Now I am dealing with PHP but I`ve stucked with a strange issue: I am making a simple foo for string length:

function slen($str) {
  $len;
  for ( $len=0; $str[$len]; $len++ ) {
          /* while tehre is a symbol in $str continue counting, old C metnod */
   }
   return (int)$len;
}

it`s on as a code, and outputs the length but it booms with an PHP warning message : PHP Notice: Uninitialized string offset: 3 in /home/ilian/Desktop/SERVER/ex4.php on line 5 And on my line 5 is the for loop initialization. So I got that PHP might be confusing by not knowing what kind of variables it checks for TRUE in that array because it can be "Array", "HELLO", "MESS", 50 and length is 4 which is correct, but in the case I aam checking a simple string for length. Any easygoing explanation?

The problem is that at some point your condition ( $str[$len] ) will try to access an offset beyond the end of the string. That's your stopping condition, but that stopping condition throws the notice, since accessing an undefined offset is considered an error (and rightly so).
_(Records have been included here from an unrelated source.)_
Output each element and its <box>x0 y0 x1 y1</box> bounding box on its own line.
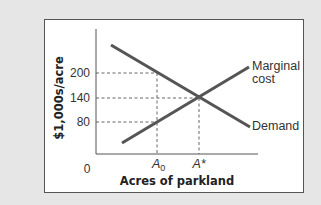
origin-label: 0 <box>84 162 91 176</box>
x-tick-astar: A* <box>191 157 206 171</box>
mc-label-line2: cost <box>252 72 275 86</box>
mc-label-line1: Marginal <box>252 59 300 73</box>
demand-line <box>111 45 250 127</box>
chart-svg: 200 140 80 0 A0 A* $1,000s/acre Acres of… <box>0 0 321 205</box>
marginal-cost-line <box>122 67 249 143</box>
y-tick-80: 80 <box>77 115 91 129</box>
y-tick-200: 200 <box>70 66 90 80</box>
y-axis-title: $1,000s/acre <box>52 56 66 140</box>
y-tick-140: 140 <box>70 91 90 105</box>
x-tick-a0: A0 <box>151 157 165 173</box>
dashed-guides <box>96 73 199 154</box>
x-axis-title: Acres of parkland <box>120 174 234 188</box>
demand-label: Demand <box>252 119 299 133</box>
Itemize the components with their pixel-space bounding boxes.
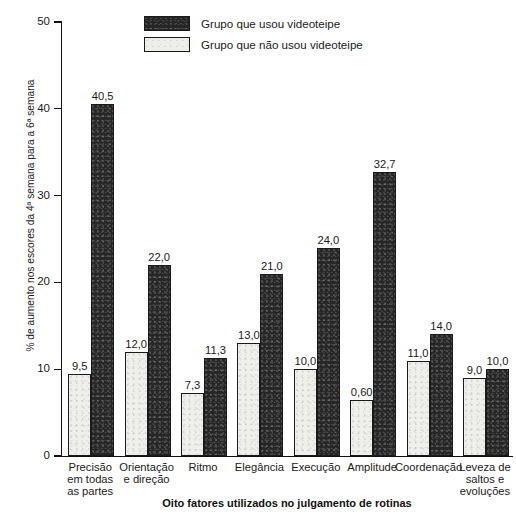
x-axis-title: Oito fatores utilizados no julgamento de… <box>61 497 513 509</box>
bar-light <box>463 378 486 456</box>
bar-light <box>68 374 91 456</box>
bar-light <box>125 352 148 456</box>
category-label-line: evoluções <box>451 486 516 498</box>
bar-light <box>237 343 260 456</box>
bar-light <box>407 361 430 456</box>
plot-bars-layer: 9,540,5Precisãoem todasas partes12,022,0… <box>0 0 516 518</box>
bar-dark <box>204 358 227 456</box>
category-label-line: saltos e <box>451 474 516 486</box>
bar-light <box>294 369 317 456</box>
bar-value-label: 24,0 <box>309 234 348 246</box>
bar-value-label: 14,0 <box>422 320 461 332</box>
bar-dark <box>91 104 114 456</box>
category-label-line: as partes <box>56 486 124 498</box>
bar-dark <box>317 248 340 456</box>
x-axis-category-label: Leveza desaltos eevoluções <box>451 462 516 497</box>
bar-value-label: 11,3 <box>196 344 235 356</box>
bar-value-label: 21,0 <box>252 260 291 272</box>
bar-dark <box>373 172 396 456</box>
bar-value-label: 40,5 <box>83 90 122 102</box>
category-label-line: e direção <box>112 474 180 486</box>
bar-value-label: 32,7 <box>365 158 404 170</box>
bar-dark <box>486 369 509 456</box>
bar-light <box>350 400 373 456</box>
bar-dark <box>148 265 171 456</box>
chart-figure: 01020304050 % de aumento nos escores da … <box>0 0 516 518</box>
bar-value-label: 10,0 <box>478 355 516 367</box>
bar-light <box>181 393 204 456</box>
bar-value-label: 22,0 <box>140 251 179 263</box>
bar-dark <box>430 334 453 456</box>
bar-dark <box>260 274 283 456</box>
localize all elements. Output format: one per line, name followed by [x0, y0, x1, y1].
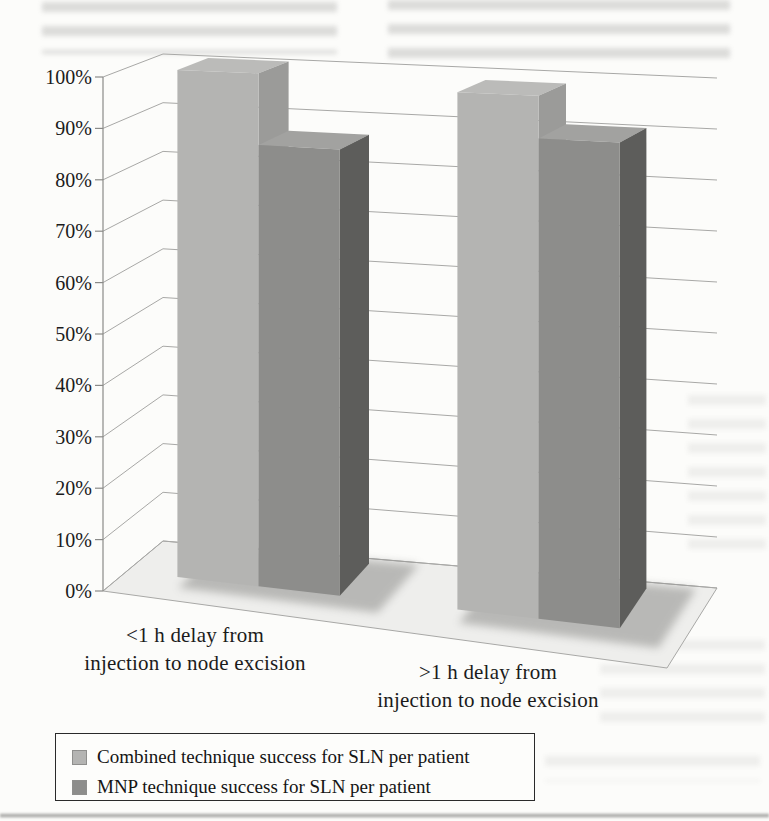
bar-mnp-group2-side-face [620, 128, 647, 628]
y-tick-label: 80% [55, 169, 92, 191]
category-label-group1-line1: <1 h delay from [25, 621, 365, 649]
y-tick-label: 10% [55, 529, 92, 551]
category-label-group1-line2: injection to node excision [25, 649, 365, 677]
category-label-group2: >1 h delay from injection to node excisi… [318, 658, 658, 714]
category-label-group1: <1 h delay from injection to node excisi… [25, 621, 365, 677]
y-tick-label: 0% [65, 580, 92, 602]
bar-mnp-group1-front-face [259, 145, 340, 596]
chart-legend: Combined technique success for SLN per p… [55, 733, 535, 801]
legend-item-combined: Combined technique success for SLN per p… [72, 742, 534, 772]
legend-label-mnp: MNP technique success for SLN per patien… [97, 776, 431, 798]
category-label-group2-line1: >1 h delay from [318, 658, 658, 686]
y-tick-label: 100% [45, 66, 92, 88]
legend-label-combined: Combined technique success for SLN per p… [97, 746, 470, 768]
legend-swatch-mnp-icon [72, 780, 87, 795]
category-label-group2-line2: injection to node excision [318, 686, 658, 714]
y-tick-label: 70% [55, 220, 92, 242]
scanned-book-figure-page: { "chart_data": { "type": "bar", "projec… [0, 0, 769, 821]
bar-mnp-group1-side-face [340, 135, 369, 596]
chart-render-root: 0%10%20%30%40%50%60%70%80%90%100% [45, 54, 717, 668]
y-tick-label: 40% [55, 374, 92, 396]
bar-combined-group2-front-face [457, 92, 538, 619]
bar-mnp-group2-front-face [539, 138, 620, 628]
y-tick-label: 50% [55, 323, 92, 345]
legend-swatch-combined-icon [72, 750, 87, 765]
legend-item-mnp: MNP technique success for SLN per patien… [72, 772, 534, 802]
y-tick-label: 90% [55, 117, 92, 139]
y-tick-label: 60% [55, 272, 92, 294]
y-tick-label: 20% [55, 477, 92, 499]
y-tick-label: 30% [55, 426, 92, 448]
bar-combined-group1-front-face [177, 70, 258, 586]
You'll need to check whether the offset exists using isset($str[$len]) , which does not throw a notice.

You don't have to write a function to get the length of a string, PHP has this built in for you in several internal functions:

  1. strlen - Length of a string
  2. mb_strlen - Length of a string which may have multi-byte characters within it
  3. count - Length of an array or count of items in an object

If all you need is to count how long a string is, go with strlen , for arrays you'd use count . Much better than rolling your own.